You have to essentially recreate the DTK base image from scratch, with all it's libraries and build packages.
Use podman build
and a multistage Dockerfile to build the image
For example for the ptemplate_char_dev kernel module we create a Dockerfile with the following content:
FROM registry.redhat.io/ubi9/ubi as builder
ARG KERNEL_VERSION=''
RUN dnf -y install \
kernel-devel${KERNEL_VERSION:+-}${KERNEL_VERSION} \
kernel-headers${KERNEL_VERSION:+-}${KERNEL_VERSION} \
kernel-modules${KERNEL_VERSION:+-}${KERNEL_VERSION} \
elfutils-libelf-devel \
kmod \
binutils \
kabi-dw \
glibc \
gcc \
make \
git
WORKDIR /usr/src
RUN ["git", "clone", "https://github.com/rh-ecosystem-edge/accelerator_templates.git"]
WORKDIR /usr/src/accelerator_templates/kernel_module
RUN KERNEL_SRC_DIR=/lib/modules/${KERNEL_VERSION}/build make all KVER=${KERNEL_VERSION}
FROM registry.redhat.io/ubi9/ubi-minimal
ARG KERNEL_VERSION
RUN ["microdnf", "install", "-y", "kmod"]
COPY --from=builder /usr/src/accelerator_templates/kernel_module/*.ko /opt/lib/modules/${KERNEL_VERSION}/
RUN depmod -b /opt ${KERNEL_VERSION}
CMD [ "modprobe", "-d", "/opt", "ptemplate_char_dev"]
Then to build the driver container run:
podman build -f Dockerfile.hard --build-arg KERNEL_VERSION=$(uname -r) \
-t quay.io/example/pt-char-dev:$(uname -r) .
This Dockerfile is relatively straightforward for a multi-stage Dockerfile. The first stage pulls in all the packages needed for the build, then we use git clone
to get the source code for the driver, and build it using its Makefile
. The second stage takes the much smaller ubi-minimal image, installs only the kmod
package (which includes modprobe
and depmod
) and copies over any .ko files from the first stage image, finally it uses depmod
to build the metadata files that modprobe
needs. The final line then sets the default startup command for the image to run `modprobe, so loading our kmod.
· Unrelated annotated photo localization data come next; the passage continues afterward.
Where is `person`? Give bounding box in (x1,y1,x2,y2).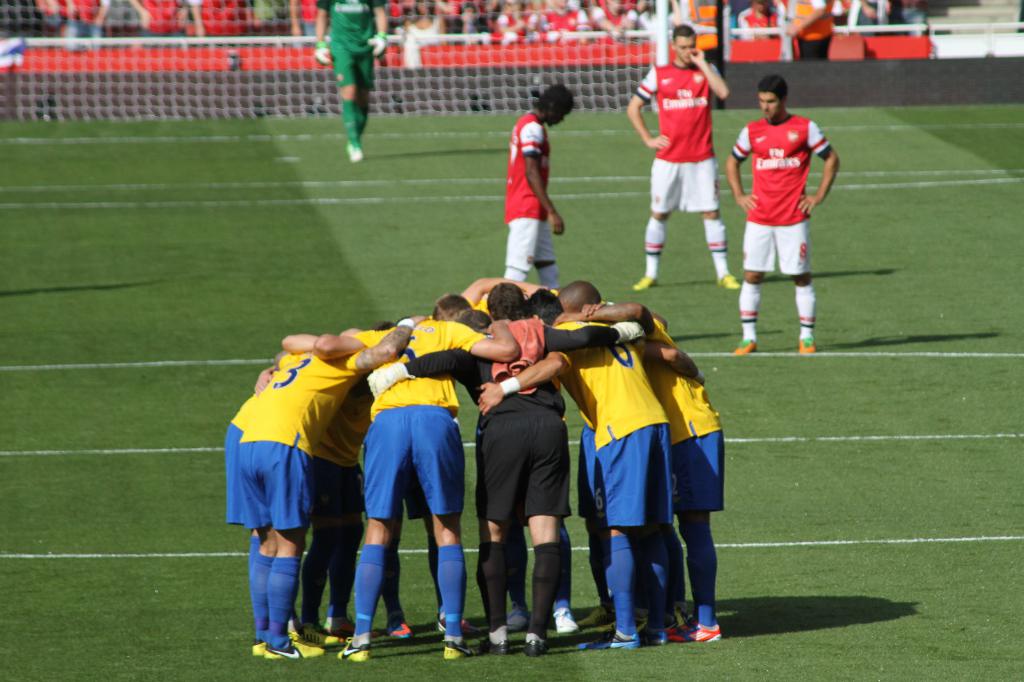
(592,0,638,40).
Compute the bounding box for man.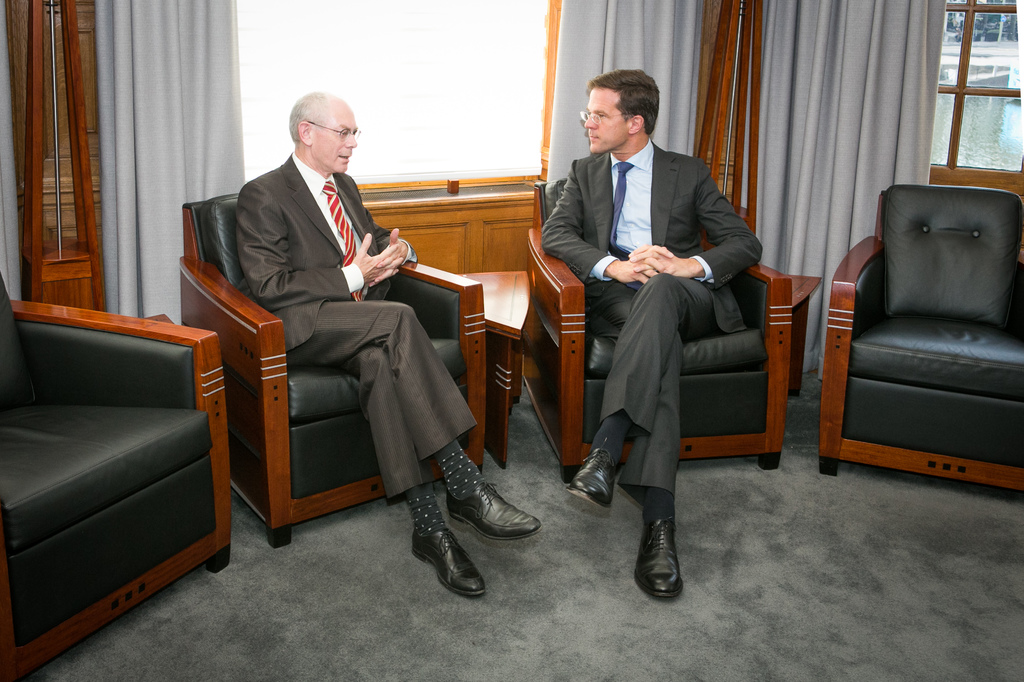
locate(233, 86, 544, 607).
This multi-stage approach results in a much smaller image. All the build requirements result in an image of over 1GB, including compiles and kernel sources that have no value outside the build. The second stage image contains everything we need at run time and on my system is a much skinnier 184MB. (While I was testing this Dockerfile I kept getting strange random seeming errors that caused the first stage to fail, I eventually tracked it down to podman not being able to store all the intermediate layers it was creating because I only had a couple of GB free disk space!)
However there are significant issues with this approach. We need access to the correct repositories to install all the build components, which requires building on a host with Red Hat entitlements. We also require the kernel packages for the exact kernel version we are deploying to, so the above solution builds correctly on RHEL9 but you cannot use it for RHEL8 builds or for other Linux versions.
This means you need multiple versions of this Dockerfile, one per OS version that the driver will be released for.